This post was originally published on the
XLAB Steampunk blog.
If you are reading this, you are no stranger to the Ansible update and upgrade process. The fact that Ansible is constantly being improved is great. And while the community is making its best effort to minimize breaking changes, there are times when keeping your Ansible content up to date requires additional work. To make things as clear as possible, let’s tackle this topic step by step.
In this post, we’ll explain:
- Why is it vital to keep Ansible up to date?
- What is the Ansible update and upgrade process?
- What is the difference between an “update” and an “upgrade”?
- What are the implications of performing such an action?
- How can we prevent potential problems?
Why is it vital to keep Ansible up to date?
Maintaining your Ansible environment up-to-date is essential for many reasons, but the main ones are:
- Security: In many cases, Ansible updates include multiple security fixes that will make your deployment more secure and reliable. As Ansible is a crucial part of your infrastructure management practice, a security breach can have severe and harmful implications.
- Functionality: With new versions of Ansible, you can get new features that will help you to maximize your Ansible possibilities.
- Support: You can find supported Ansible versions on their official site and specific information about collections on Red Hat’s site.
What is the difference between an “update” and an “upgrade”?
Like every other software program, there is a difference between an “update” and an “upgrade”:
- An update in the Ansible context is related to a relatively small change, where no significant changes are happening, for instance, if you want to update Ansible from version 2.8.1 to version 2.8.2. In these updates, you should not expect any major impact. Playbooks, collections, and other Ansible artifacts are usually not affected by this update.
- An upgrade usually involves a major change in Ansible, for instance an upgrade from version 2.8 to version 2.9, where Ansible provides a porting guide that lists the changes in the Ansible behaviour.
What is the Ansible update and upgrade process?
The action of performing an update is the same as performing an upgrade, so we must be very careful of what we want if we use Ansible’s recommended way, which is upgrading the ansible Python package with the pip package installer.
python3 -m pip install - -upgrade - -user ansible
However, if we want to specify an ansible package version we can specify which version we want and therefore, if we want to perform an update or an upgrade. Note that Ansible Community Package (called ansible) is not using classic Ansible versioning (e.g., 2.9), but rather new versioning (e.g., 5.0.0), which is specific to the package itself. So, before you select your target Ansible version to update/ upgrade to, use Ansible docs (or run ansible - -version after installing) to verify which Ansible version does a specific ansible Python package include. It’s also important to know that ansible package has a dependency package called ansible-core, which uses classic Ansible versioning.
What are the implications of performing such an action?
As per their Ansible 2.9 Porting Guide there are several things we need to consider (and these things can vary from version to version):
- At the playbook level, there are differences at the inventory level and loops
- There might be some deprecated items
- Changes in the collections
- Changes in the modules (including some modules being removed or renamed)
- Changes in the plugins
- Changes in the networking
And potentially other changes.
This means that we should analyze each of our playbooks to evaluate how these changes impact the execution of our playbooks and if we need to update them to reflect these changes as your playbooks might not work properly. Well, that sounds exhausting!
How can we prevent potential problems?
We live in a day and age where we have all kinds of gadgets taking care of mundane tasks for us. Would it be too much to expect someone has come up with a tool that acts as a scanner that checks your playbooks and helps you understand the impact of updating your Ansible version and tells you how to deal with them?
If you are familiar with Visual Studio Code, you already know that there are tools (including the Ansible Addons) that provide some sort of autopilot, or if you use GitHub you might be familiar with Copilot. But these tools are meant to be used while you are creating a new playbook, which does not solve your problem of the pile of your existing playbooks, waiting for a thorough and not so thrilling investigation of all the things that can go south when updating. Wouldn’t it be great if you had someone do that instead of you? Well, you do now!
Steampunk Spotter, a quality scanner for Ansible Playbooks, checks if your playbooks are compatible with the latest Ansible version, pinpoints issues they might cause, and suggests what to do to prevent downtime and facilitate your migrations across different versions.
The open-source steampunk-spotter CLI enables the use of Ansible Playbook scanner from the console with the ability to scan Ansible task files, playbooks, roles and collections.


**Exercise goal**.
Extract each line of the records below that contains the word "Image".

**Available data**.
· · · · · · ·

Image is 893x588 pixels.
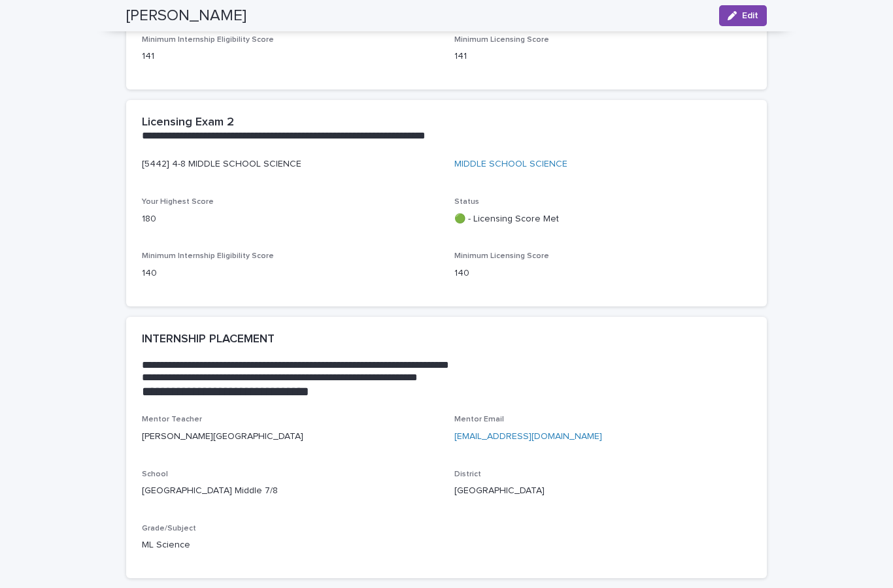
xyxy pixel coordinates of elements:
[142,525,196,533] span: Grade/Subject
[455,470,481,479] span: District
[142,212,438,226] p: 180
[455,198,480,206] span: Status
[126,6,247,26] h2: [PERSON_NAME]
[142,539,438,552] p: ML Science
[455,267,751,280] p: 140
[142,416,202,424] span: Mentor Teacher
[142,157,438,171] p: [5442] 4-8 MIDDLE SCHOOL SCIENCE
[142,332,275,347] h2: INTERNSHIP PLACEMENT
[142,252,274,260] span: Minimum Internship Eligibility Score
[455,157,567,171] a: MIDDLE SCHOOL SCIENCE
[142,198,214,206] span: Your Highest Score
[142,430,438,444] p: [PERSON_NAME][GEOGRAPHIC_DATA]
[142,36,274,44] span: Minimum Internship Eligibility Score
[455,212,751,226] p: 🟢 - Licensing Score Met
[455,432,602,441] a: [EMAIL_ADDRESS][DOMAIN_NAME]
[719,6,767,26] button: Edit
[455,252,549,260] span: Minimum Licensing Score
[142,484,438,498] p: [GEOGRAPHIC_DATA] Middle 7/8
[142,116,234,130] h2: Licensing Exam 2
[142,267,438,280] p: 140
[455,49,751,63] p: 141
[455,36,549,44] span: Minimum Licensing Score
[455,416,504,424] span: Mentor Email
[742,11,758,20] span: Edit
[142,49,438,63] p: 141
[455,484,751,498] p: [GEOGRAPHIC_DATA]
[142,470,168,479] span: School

· · · · · · ·

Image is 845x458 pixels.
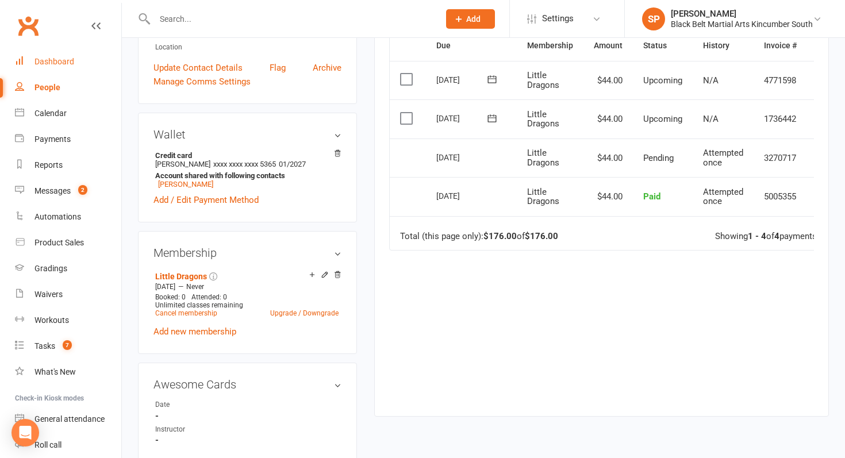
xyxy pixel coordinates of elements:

· · · · · · ·

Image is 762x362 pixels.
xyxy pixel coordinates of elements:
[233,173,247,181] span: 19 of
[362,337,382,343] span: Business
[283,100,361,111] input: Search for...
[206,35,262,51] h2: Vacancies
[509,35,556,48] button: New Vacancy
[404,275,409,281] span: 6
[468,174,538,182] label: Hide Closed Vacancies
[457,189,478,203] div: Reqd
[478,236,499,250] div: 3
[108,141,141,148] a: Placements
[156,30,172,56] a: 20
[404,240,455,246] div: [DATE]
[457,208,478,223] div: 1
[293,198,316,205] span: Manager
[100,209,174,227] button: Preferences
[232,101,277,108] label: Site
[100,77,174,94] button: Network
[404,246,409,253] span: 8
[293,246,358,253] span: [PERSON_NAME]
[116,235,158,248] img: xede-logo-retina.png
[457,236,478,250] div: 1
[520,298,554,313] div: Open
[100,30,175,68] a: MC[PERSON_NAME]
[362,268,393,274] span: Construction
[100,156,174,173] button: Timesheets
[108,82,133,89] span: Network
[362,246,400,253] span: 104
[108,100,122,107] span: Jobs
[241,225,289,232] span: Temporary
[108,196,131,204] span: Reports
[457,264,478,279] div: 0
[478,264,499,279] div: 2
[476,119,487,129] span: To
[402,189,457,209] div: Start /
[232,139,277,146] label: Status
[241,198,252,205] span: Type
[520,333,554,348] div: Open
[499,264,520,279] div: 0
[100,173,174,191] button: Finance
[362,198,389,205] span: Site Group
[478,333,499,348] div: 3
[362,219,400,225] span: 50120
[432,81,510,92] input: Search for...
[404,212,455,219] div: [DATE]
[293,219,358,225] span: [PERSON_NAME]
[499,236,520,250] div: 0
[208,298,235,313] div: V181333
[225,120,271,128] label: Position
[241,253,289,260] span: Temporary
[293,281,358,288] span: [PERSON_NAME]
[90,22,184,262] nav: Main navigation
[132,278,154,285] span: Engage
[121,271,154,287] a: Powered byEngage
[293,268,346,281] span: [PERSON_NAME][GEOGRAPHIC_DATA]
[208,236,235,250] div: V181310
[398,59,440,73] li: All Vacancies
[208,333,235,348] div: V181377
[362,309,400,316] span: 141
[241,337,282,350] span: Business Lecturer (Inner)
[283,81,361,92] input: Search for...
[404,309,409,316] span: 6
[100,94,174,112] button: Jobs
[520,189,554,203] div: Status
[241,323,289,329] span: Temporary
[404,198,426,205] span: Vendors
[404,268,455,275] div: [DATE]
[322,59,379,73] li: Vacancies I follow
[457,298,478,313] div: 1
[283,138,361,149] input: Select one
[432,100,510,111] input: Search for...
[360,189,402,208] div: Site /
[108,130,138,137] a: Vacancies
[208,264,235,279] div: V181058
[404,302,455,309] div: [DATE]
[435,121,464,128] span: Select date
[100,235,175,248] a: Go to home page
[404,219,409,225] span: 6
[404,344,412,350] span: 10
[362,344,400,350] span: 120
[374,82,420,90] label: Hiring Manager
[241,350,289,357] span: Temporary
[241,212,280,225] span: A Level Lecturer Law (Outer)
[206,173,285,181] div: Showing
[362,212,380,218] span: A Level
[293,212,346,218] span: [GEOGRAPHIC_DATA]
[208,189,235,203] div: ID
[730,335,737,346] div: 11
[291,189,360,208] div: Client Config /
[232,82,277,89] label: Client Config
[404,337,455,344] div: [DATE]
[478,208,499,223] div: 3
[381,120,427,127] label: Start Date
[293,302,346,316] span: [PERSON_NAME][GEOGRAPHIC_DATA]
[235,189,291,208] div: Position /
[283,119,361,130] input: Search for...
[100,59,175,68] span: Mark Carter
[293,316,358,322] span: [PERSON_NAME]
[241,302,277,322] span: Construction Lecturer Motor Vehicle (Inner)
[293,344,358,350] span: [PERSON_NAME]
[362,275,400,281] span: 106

· · · · · · ·

**Answer space**.
Image is 893x588 pixels.
Image is 845x458 pixels.
Image is 762x362 pixels.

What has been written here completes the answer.